Is remastered mainly just less jitter?


When a  CD is remastered is it simply just less jitter???
blueranger

Showing 9 responses by geoffkait


georgehifi
2,430 posts
04-23-2017 7:11pm
It looks like the older the recording the higher the dynamic range

Just inferring this is what I said in my first post, and gave the DR website for everyone to check.

Correction to your original post: it’s not that they’re recorded at a higher volume, it’s that they’re re-mastered at a higher volume (and lower dynamic range). That’s why many original LPs and CDs have relatively high dynamic range whereas their *reissues* have relatively lower dynamic range, in fact lower and lower as time goes on. But it’s still the same recording, often with high dynamic range originally. The loudness wars apparently didn’t have much impact on audio cassettes, they were probably being phased out about the time loudness became ubiquitous. I always look for and admire the cassettes labeled HiDR, I.e., high dynamic range.

kalali
It looks like the older the recording the higher the dynamic range. Just scrolling through the chart, regardless of the artist, the lossless CDs from late 80’s and 90’s all have consistently higher DR. This is completely the opposite of the common wisdom. Anyone else noticed this or am I just misreading the numbers?

uh, that’s kind of the whole point. The industry has become more and more aggressive in compressing dynamic range in favor of loudness. This all starting about 20 years ago. Check out the more recent recordings in the past few years, LP, SACD, CD, even downloads. The trend is not your friend. You’ll notice many of the recent releases are all in the red. Hel-loo!

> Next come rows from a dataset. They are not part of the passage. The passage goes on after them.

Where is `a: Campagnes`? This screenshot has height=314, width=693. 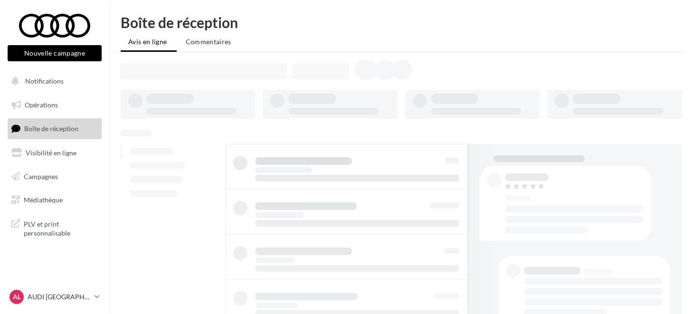
a: Campagnes is located at coordinates (55, 177).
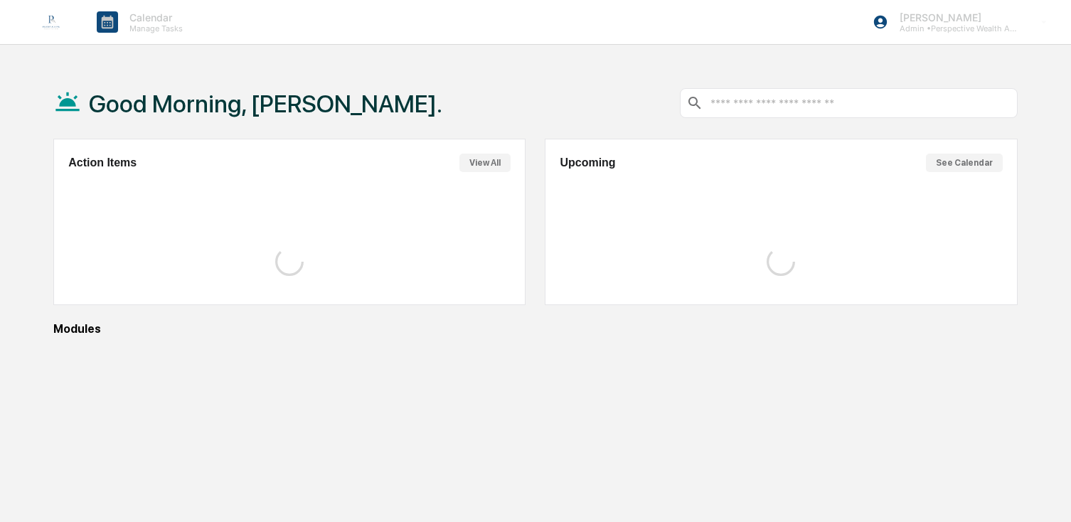 The image size is (1071, 522). Describe the element at coordinates (964, 163) in the screenshot. I see `a: See Calendar` at that location.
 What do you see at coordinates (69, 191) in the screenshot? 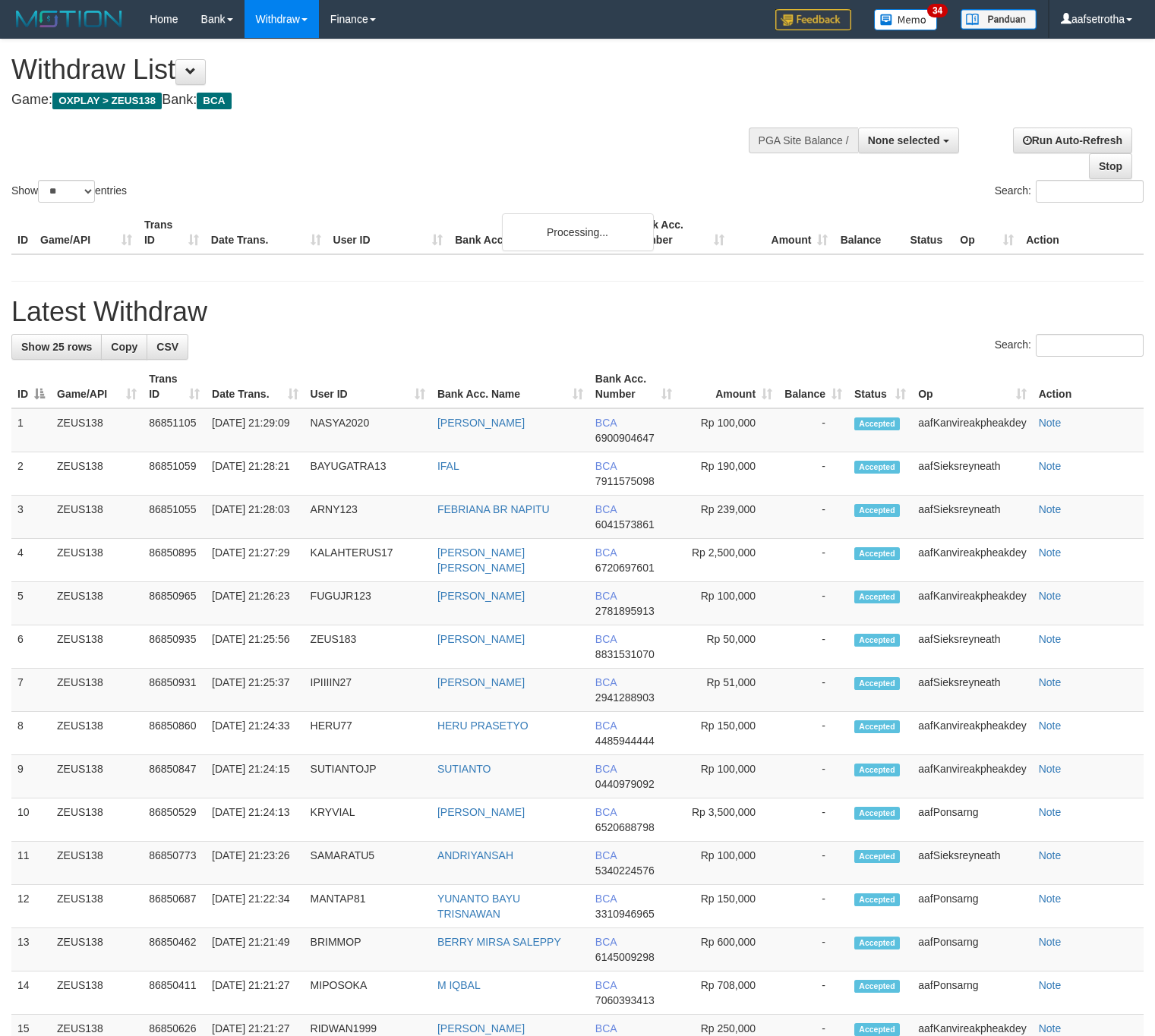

Just to mention CDs aren’t the only thing being overly compressed these days, as shown in the Dynamic Range Database. Vinyl reissues, SACDs, even hi res downloads. Even those cool SHM CDs from Japan are getting the business. The horror, the horror... There are now more than 106,000 albums contained in the DRDB. But who's counting?

+1 George, I agree - no one said DR is the only factor to consider but it’s way up there. In fact I'd guess that if anyone made a list of his least favorite CDs the CDs would score very low on the Dynamic Range Database.

Young folks boogie on headphones and iPods. Old dudes listen to classical on their big home systems. The market is young people. Which is why rock and pop are compressed and classical isn't.


georgehifi
Most of the re-masters I’ve heard are just louder and more compressed.

+1
not only are many if not most remastered overly compressed, sometimes to the point that all the numbers are in the RED on the Dynamic Range Database, but many original issues are overly compressed, examples include the last few Rolling Stones, Dylan, almost all Radiohead, the list goes on.

Pretty sure the answer to the question why do they remaster CDs is to compress their dynamic range.